I sit in my tiny, dirty hotel room in Flagstaff, Arizona, and try to produce the words to summarize my feelings towards the last three weeks of my life. I’m stuck, with a classic case of writer’s block. Writing about this collision of deep emotions, dramatic landscapes, and endangered organisms is no easy task.
I look to my journal that I attended to each night on our journey down the mighty Colorado and to Edward Abbey’s Down the River, which also accompanied me, for inspiration. I think back to a night spent about halfway through my 20-something day adventure, where I sat on an outcrop of metamorphosed black rock and watched the stars begin to poke out from the darkening night sky. That night, I wrote in my journal:
It’s twilight and we’re deep in the Granite Gorge. So deep— a glimmer of the Redwall Limestone can barely be seen from only one angle of camp. So deep— the Tapeats Sandstone is hundreds of feet above us, the same ancient layer which we had made our home next to during the last week. So deep— the heat radiates off the canyon walls, even after the Sun has long ceased to cook its surface. A sliver of moon pokes out between clouds, the stars are as bright as ever. I sit on a slab of Vishnu Schist, my favorite layer in the Canyon, which overlooks the river and no doubt has undergone millions, if not billions, of years of intense heat and pressure, only to be revealed and sculpted by the Mighty Colorado River. What a courageous formation. I’m mesmerized under the light encased within the canyon walls. Endorphins, pure happiness, and wonder course through my veins. I’m back, and I am more grateful than ever before to be here. The outside world no longer matters, I belong here, in the bottom of the Grand Canyon. This place is a drug. Addicting, exciting— it lures you in and is a bitch to leave behind. The roar of the whitewater’s deepest holes, the boatmen’s endless chatter, the fascinating history… I can’t get enough. I’m so incredibly lucky.
There were several nights on my third trip through the Grand Canyon where these intense waves of happiness hit me. It is moments like these, that endlessly inspire me, bring tears to my eyes, and remind me to be grateful for my experiences.
Back in February, I reached out to Mike Yard, a fisheries biologist at Grand Canyon Monitoring and Research Center, which is a subunit of USGS, about accompanying him as a volunteer on a three-week river trip. Yard does several of these trips each year to study the humpback chub populations, an endangered native fish to the Colorado River. It seems like it was just yesterday when we agreed that I would be a part of his July trip during a phone call. Once we hung up, I nearly cried of excitement as I sat in a King Soopers parking lot and realized that I found a way back to the Canyon. Now those three weeks have passed, and I’m struggling to wrap my head around the mirage of events that occurred on our 21-day, 20-person, 10,000-plus-fish-captured adventure.
The three weeks were a time warp. As a whole, they flew by. I can’t believe they’re already over. But during the trip on a daily basis, time moved ever-so-slowly. Completely cut off from the outside world (except for the boatmen’s occasional late-night sat-phone conversation), the days dragged on. It seemed like decades went by. In a good way though, especially once shade hit our camp in the late afternoon and we became temporarily relieved from the flaming orb of death. I feel like I’ve missed so much from the outside world. I know that I really missed nothing.
Aside from all my new knowledge of the humpback chub and other fish in the Colorado River in the Grand Canyon, as well as a few tips and tricks from the boatmen, I’ve learned (more like been reminded of), one key thing. The Grand Canyon is where I’m meant to be. There’s a reason it keeps calling back to me, there’s a reason I can’t stop thinking about it, there’s a reason I daydream about it during lectures and exams. One of the boatmen said about two weeks into our trip, “you have a deep, dark future down here,” meaning I’ve clearly caught the river bug and I’m doomed to an eternity in the Big Ditch. This doesn’t seem so terrible. As long as a “deep, dark future” means nights under the stars, hard work in 115-degree heat, epic sunsets, cool mornings, and dozens of runs through Lava Falls.
I’m not as sad to leave the Canyon as I have been in the past. One way or another, I know I’ll find my way back. I’m simply possessed by the drug that is the Grand Canyon. I realized this under the stars in the Granite Gorge as I wrote in my journal, “This place is a drug. Addicting, exciting…” and Edward Abbey so perfectly explains this in his essay, “In the Canyon” from Down the River. He writes:
The Canyon belongs to itself, to the world, to God, for whatever those grand abstractions are worth. And so far as the term “possession” has meaning, it would be more accurate to say that the Canyon possesses us. Those who love it are possessed by it. We belong to the Canyon, having known it a little and loved it too much, as indeed all those who love the land, who love the earth, belong to it and consign themselves to it and finally return to it.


What you should do: From the records below, copy each line that has the word "label" in it.

Extracted information:

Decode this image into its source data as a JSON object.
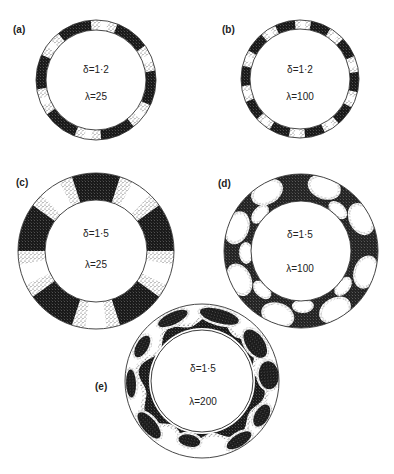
{
  "figure": {
    "panels": [
      {
        "id": "a",
        "label": "(a)",
        "delta": "δ=1·2",
        "lambda": "λ=25",
        "cx": 96,
        "cy": 80,
        "R": 60,
        "r": 50,
        "pattern": "bands",
        "bands": 6,
        "offset": -22,
        "width": 34
      },
      {
        "id": "b",
        "label": "(b)",
        "delta": "δ=1·2",
        "lambda": "λ=100",
        "cx": 300,
        "cy": 79,
        "R": 59,
        "r": 50,
        "pattern": "bands",
        "bands": 10,
        "offset": -15,
        "width": 20
      },
      {
        "id": "c",
        "label": "(c)",
        "delta": "δ=1·5",
        "lambda": "λ=25",
        "cx": 96,
        "cy": 251,
        "R": 78,
        "r": 51,
        "pattern": "bands",
        "bands": 5,
        "offset": 0,
        "width": 36
      },
      {
        "id": "d",
        "label": "(d)",
        "delta": "δ=1·5",
        "lambda": "λ=100",
        "cx": 301,
        "cy": 251,
        "R": 77,
        "r": 50,
        "pattern": "cells"
      },
      {
        "id": "e",
        "label": "(e)",
        "delta": "δ=1·5",
        "lambda": "λ=200",
        "cx": 202,
        "cy": 381,
        "R": 77,
        "r": 51,
        "pattern": "wavy"
      }
    ],
    "colors": {
      "background": "#ffffff",
      "stroke": "#333333",
      "dark": "#1c1c1c",
      "stipple": "#555555"
    }
  }
}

Answer to this exercise:
        "label": "(a)",
        "label": "(b)",
        "label": "(c)",
        "label": "(d)",
        "label": "(e)",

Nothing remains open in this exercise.